Hill, along with Shuttleworth and other business owners who asked not
to be identified, argued that the city has moved away from a mixed-use
model of development -- where homes and businesses exist side by side --
toward a purely residential vision for the peninsula and harbor area.
The isolated commerce of Fashion Island, where orderly franchise
businesses dominate, is the alternative that the city, in Hill’s view,
seems to be favoring.
Despite that perception, there are a handful of businesses on the
bayfront that do offer nightlife and have been able to survive. Aysia
101, on West Coast Highway in Mariner’s Mile, is an upscale Asian food
restaurant that is a high-energy dance club on Fridays and Saturdays and
has a reggae band on Sundays.
James Raven, entertainment director for the restaurant, argued that
careful planning has allowed Aysia 101 to combine a vibrant night scene
with good community relations.
“The whole idea is to be responsible and proactive in what you do,”
Raven said. “You can anticipate the possible problems ahead of time and
go to your neighbors and alleviate the problems before they occur.”
O’Neil said he feels that “there are too many outlets on the peninsula
for the distribution, sale and consumption of alcohol,” but took
exception to the idea that any sort of plan exists to drive entertainment
out.
“If a place wanted to have live entertainment 24 hours a day and it
was done in a way that was not intrusive to the resident community ...

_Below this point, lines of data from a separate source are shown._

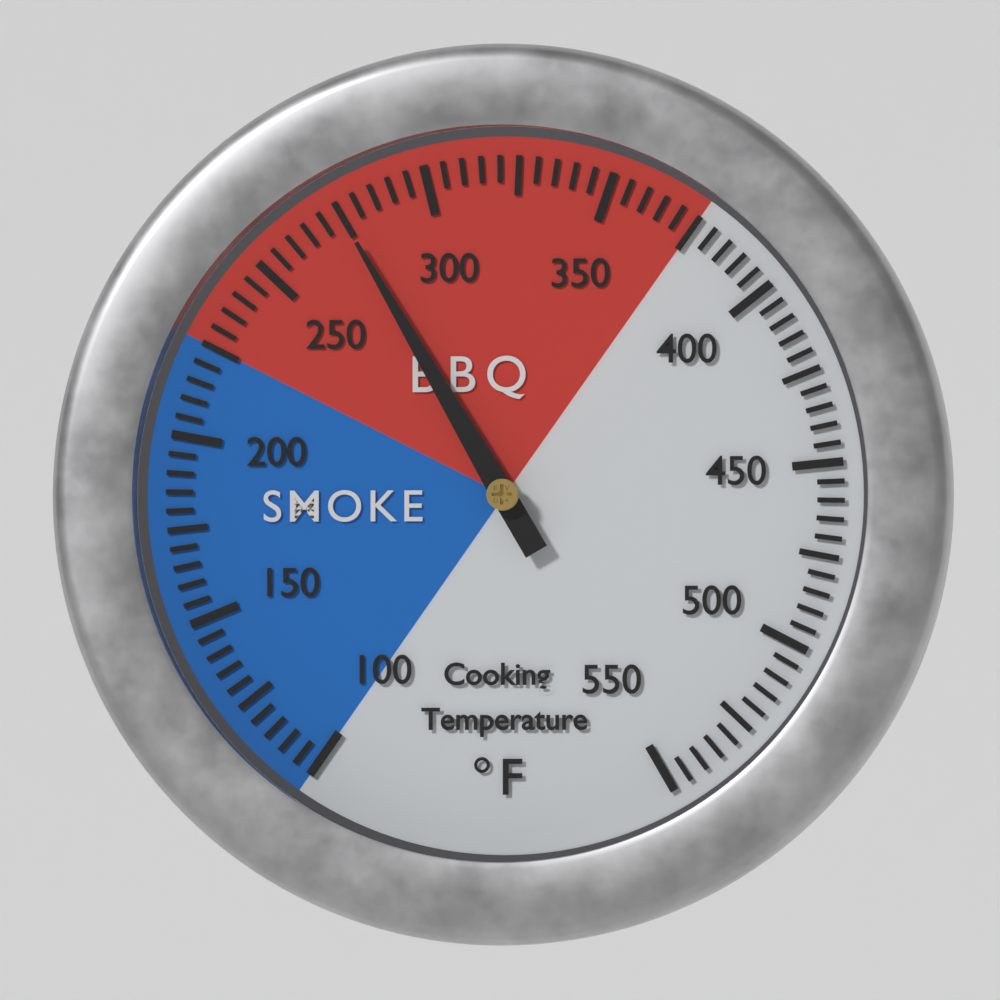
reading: 275 °F
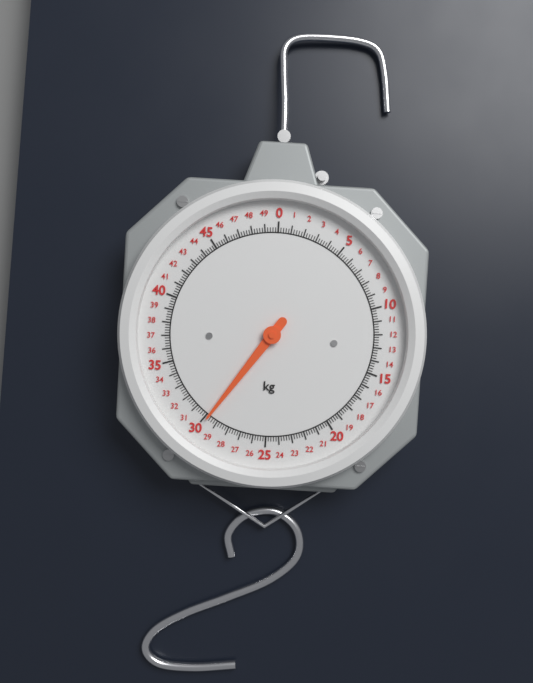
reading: 29.8 kg
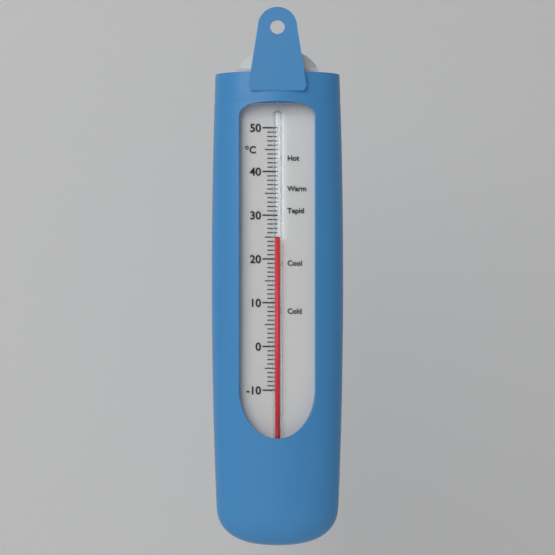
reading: 25 °C
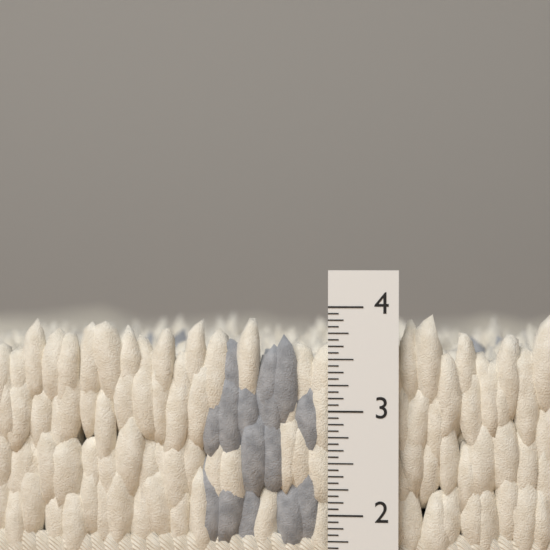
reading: 3.9375 in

maybe they could get a permit for it,” O’Neil said. “I don’t know. I’m
really reluctant to generalize about it.”
The reality of doing business on the bayfront, however, is that the
residential communities -- specifically those of Lido Isle and Balboa
Island -- are organized, vocal and rarely enthusiastic about evening
noise. Proposals to expand or even maintain entertainment opportunities
at Windows and Speedway were met with flurries of protests from these
residents.
The mixed-use model of community, faced with such opposition, is
increasingly losing out, Shuttleworth said. The combination of homes and
entertainment is simply too volatile.
“I thought the term for that was ‘cosmopolitan,”’ he said. “New York
and Chicago seem to do very well with the mix, but maybe Newport Beach is
not ready to handle that.”
QUESTION: Footloose or fancy free? Is Newport Beach turning into
“Footloose” or are city regulations right on the mark?